P. Sitthi-amorn, J. Lawrence, L. Yang, P. V. Sander, D. Nehab. An Improved Shading Cache for Modern GPUs. ACM SIGGRAPH Symposium on Graphics Hardware 2008.

D. Nehab, P. V. Sander, J. Lawrence, N. Tatarchuk, J. Isidoro. Accelerating Real-Time Shading with Reverse Reprojection Caching. ACM SIGGRAPH Symposium on Graphics Hardware 2007.

What’s going on here?!

October 17th, 2008

I haven’t been posting much lately. What I have been posting has been other people’s stuff rather than any original thoughts. I’ve been pursuing several different topics but I can’t post about them because they may end up being used at work. Anyway, if you’re looking for lots of interesting graphics links, you should start/keep reading the Real-time Rendering blog.
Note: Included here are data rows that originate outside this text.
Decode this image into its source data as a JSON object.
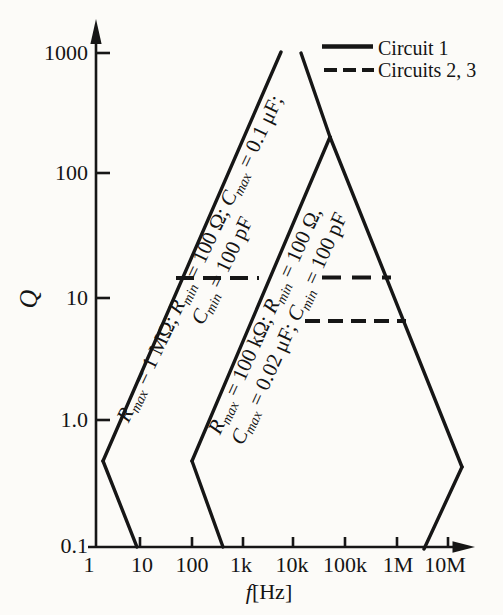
{
  "colors": {
    "ink": "#161616",
    "background": "#fcfbf8"
  },
  "axes": {
    "y_label": "Q",
    "x_label_rich": [
      {
        "t": "f",
        "i": 1
      },
      {
        "t": "[Hz]"
      }
    ],
    "y_ticks": [
      "1000",
      "100",
      "10",
      "1.0",
      "0.1"
    ],
    "x_ticks": [
      "1",
      "10",
      "100",
      "1k",
      "10k",
      "100k",
      "1M",
      "10M"
    ]
  },
  "legend": {
    "items": [
      {
        "label": "Circuit 1",
        "style": "solid"
      },
      {
        "label": "Circuits 2, 3",
        "style": "dashed"
      }
    ]
  },
  "region_labels": {
    "circuit1_line1": [
      {
        "t": "R",
        "i": 1
      },
      {
        "t": "max",
        "s": 1
      },
      {
        "t": " = 1 MΩ; "
      },
      {
        "t": "R",
        "i": 1
      },
      {
        "t": "min",
        "s": 1
      },
      {
        "t": " = 100 Ω; "
      },
      {
        "t": "C",
        "i": 1
      },
      {
        "t": "max",
        "s": 1
      },
      {
        "t": " = 0.1 μF;"
      }
    ],
    "circuit1_line2": [
      {
        "t": "C",
        "i": 1
      },
      {
        "t": "min",
        "s": 1
      },
      {
        "t": " = 100 pF"
      }
    ],
    "circuits23_line1": [
      {
        "t": "R",
        "i": 1
      },
      {
        "t": "max",
        "s": 1
      },
      {
        "t": " = 100 kΩ; "
      },
      {
        "t": "R",
        "i": 1
      },
      {
        "t": "min",
        "s": 1
      },
      {
        "t": " = 100 Ω,"
      }
    ],
    "circuits23_line2": [
      {
        "t": "C",
        "i": 1
      },
      {
        "t": "max",
        "s": 1
      },
      {
        "t": " = 0.02 μF; "
      },
      {
        "t": "C",
        "i": 1
      },
      {
        "t": "min",
        "s": 1
      },
      {
        "t": " = 100 pF"
      }
    ]
  },
  "chart_data": {
    "type": "area",
    "title": "",
    "xlabel": "f[Hz]",
    "ylabel": "Q",
    "x_scale": "log",
    "y_scale": "log",
    "xlim": [
      1,
      20000000
    ],
    "ylim": [
      0.1,
      1000
    ],
    "grid": false,
    "legend_position": "top-right",
    "x_tick_values": [
      1,
      10,
      100,
      1000,
      10000,
      100000,
      1000000,
      10000000
    ],
    "y_tick_values": [
      0.1,
      1.0,
      10,
      100,
      1000
    ],
    "series": [
      {
        "name": "Circuit 1",
        "style": "solid",
        "params": "Rmax = 1 MΩ; Rmin = 100 Ω; Cmax = 0.1 μF; Cmin = 100 pF",
        "region_outline_f_Q": [
          [
            10,
            0.1
          ],
          [
            1.8,
            0.5
          ],
          [
            9000,
            1400
          ],
          [
            50000,
            200
          ],
          [
            20000000,
            0.45
          ],
          [
            3300000,
            0.1
          ]
        ],
        "apex_truncated_at_Q": 1000
      },
      {
        "name": "Circuits 2, 3",
        "style": "dashed",
        "params": "Rmax = 100 kΩ; Rmin = 100 Ω, Cmax = 0.02 μF; Cmin = 100 pF",
        "region_outline_f_Q": [
          [
            400,
            0.1
          ],
          [
            100,
            0.5
          ],
          [
            50000,
            200
          ],
          [
            20000000,
            0.45
          ],
          [
            3300000,
            0.1
          ]
        ]
      }
    ],
    "dashed_q_lines": [
      {
        "Q": 15,
        "f_from": 60,
        "f_to": 740000
      },
      {
        "Q": 7,
        "f_from": 16000,
        "f_to": 1400000
      }
    ]
  }
}
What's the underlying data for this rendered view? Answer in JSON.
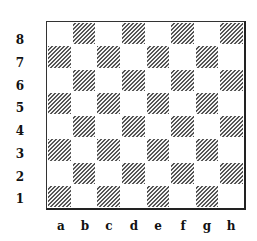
{
  "diagram": {
    "type": "chessboard",
    "ranks": [
      "8",
      "7",
      "6",
      "5",
      "4",
      "3",
      "2",
      "1"
    ],
    "files": [
      "a",
      "b",
      "c",
      "d",
      "e",
      "f",
      "g",
      "h"
    ],
    "square_colors": {
      "light": "#ffffff",
      "dark_hatch_line": "#555555",
      "border": "#222222"
    },
    "dark_square_pattern": "diagonal-hatch",
    "a1_color": "dark",
    "pieces": []
  }
}
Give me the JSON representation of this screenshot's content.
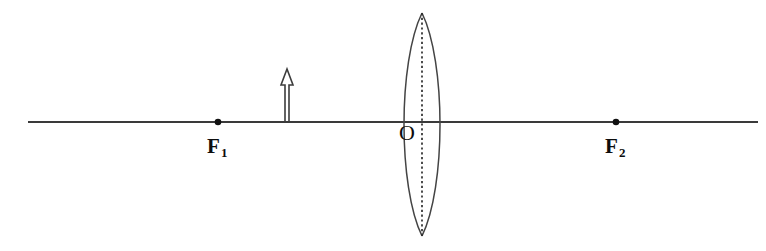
{
  "figure": {
    "background_color": "#ffffff",
    "line_color": "#3a3a3a",
    "label_color": "#0d0d0d",
    "width": 766,
    "height": 251
  },
  "optical_axis": {
    "name": "principal-axis",
    "x_start": 28,
    "x_end": 758,
    "y": 122
  },
  "lens": {
    "type": "biconvex-converging",
    "center_x": 422,
    "top_y": 13,
    "bottom_y": 236,
    "half_width": 24,
    "center_line_style": "dotted"
  },
  "object_arrow": {
    "name": "object",
    "base_x": 287,
    "base_y": 122,
    "tip_y": 69,
    "shaft_half_width": 2,
    "head_half_width": 6,
    "head_height": 16,
    "style": "hollow-outline"
  },
  "points": [
    {
      "id": "f1",
      "label": "F",
      "subscript": "1",
      "x": 218,
      "y": 122,
      "label_x": 212,
      "label_y": 152,
      "radius": 3.3
    },
    {
      "id": "f2",
      "label": "F",
      "subscript": "2",
      "x": 616,
      "y": 122,
      "label_x": 610,
      "label_y": 152,
      "radius": 3.3
    }
  ],
  "center_label": {
    "id": "optical-center",
    "text": "O",
    "x": 399,
    "y": 140
  }
}
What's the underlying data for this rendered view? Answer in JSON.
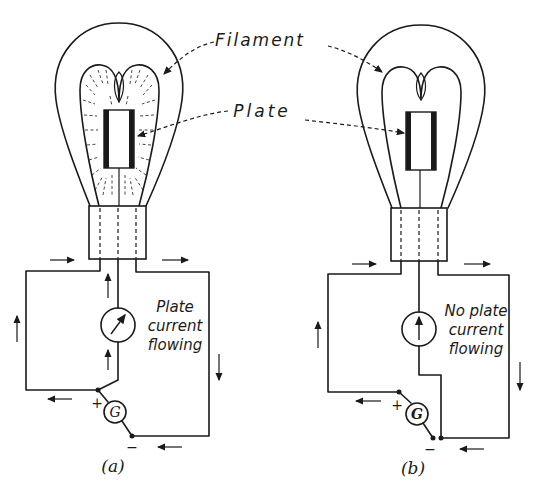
{
  "figure": {
    "labels": {
      "filament": "Filament",
      "plate": "Plate"
    },
    "panels": [
      {
        "id": "a",
        "caption": "(a)",
        "status_line1": "Plate",
        "status_line2": "current",
        "status_line3": "flowing",
        "meter_state": "deflected",
        "generator_label": "G",
        "plus": "+",
        "minus": "−",
        "electron_emission": true
      },
      {
        "id": "b",
        "caption": "(b)",
        "status_line1": "No plate",
        "status_line2": "current",
        "status_line3": "flowing",
        "meter_state": "zero",
        "generator_label": "G",
        "plus": "+",
        "minus": "−",
        "electron_emission": false
      }
    ]
  }
}
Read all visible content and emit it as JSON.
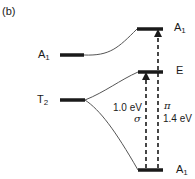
{
  "panel_label": "(b)",
  "levels": {
    "left_a1": {
      "symbol": "A",
      "subscript": "1"
    },
    "left_t2": {
      "symbol": "T",
      "subscript": "2"
    },
    "right_a1_top": {
      "symbol": "A",
      "subscript": "1"
    },
    "right_e": {
      "symbol": "E",
      "subscript": ""
    },
    "right_a1_bottom": {
      "symbol": "A",
      "subscript": "1"
    }
  },
  "transitions": {
    "sigma": {
      "energy": "1.0 eV",
      "symbol": "σ"
    },
    "pi": {
      "energy": "1.4 eV",
      "symbol": "π"
    }
  },
  "colors": {
    "ink": "#1a1a1a",
    "connector": "#555555"
  }
}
You should read the Real-time Rendering book too (though I haven’t got a copy myself, yet). From here on out I think I’m just going to stick to posting things that I am doing myself and content related to it.

Screenshot of a real-time technique described in an article I wrote to be published in ShaderX7

Edit: I should add that the title “What’s going on here?!” is referring to what’s been going on with the blog. It’s not a request for people to guess what is going on in the picture (but you can do that too).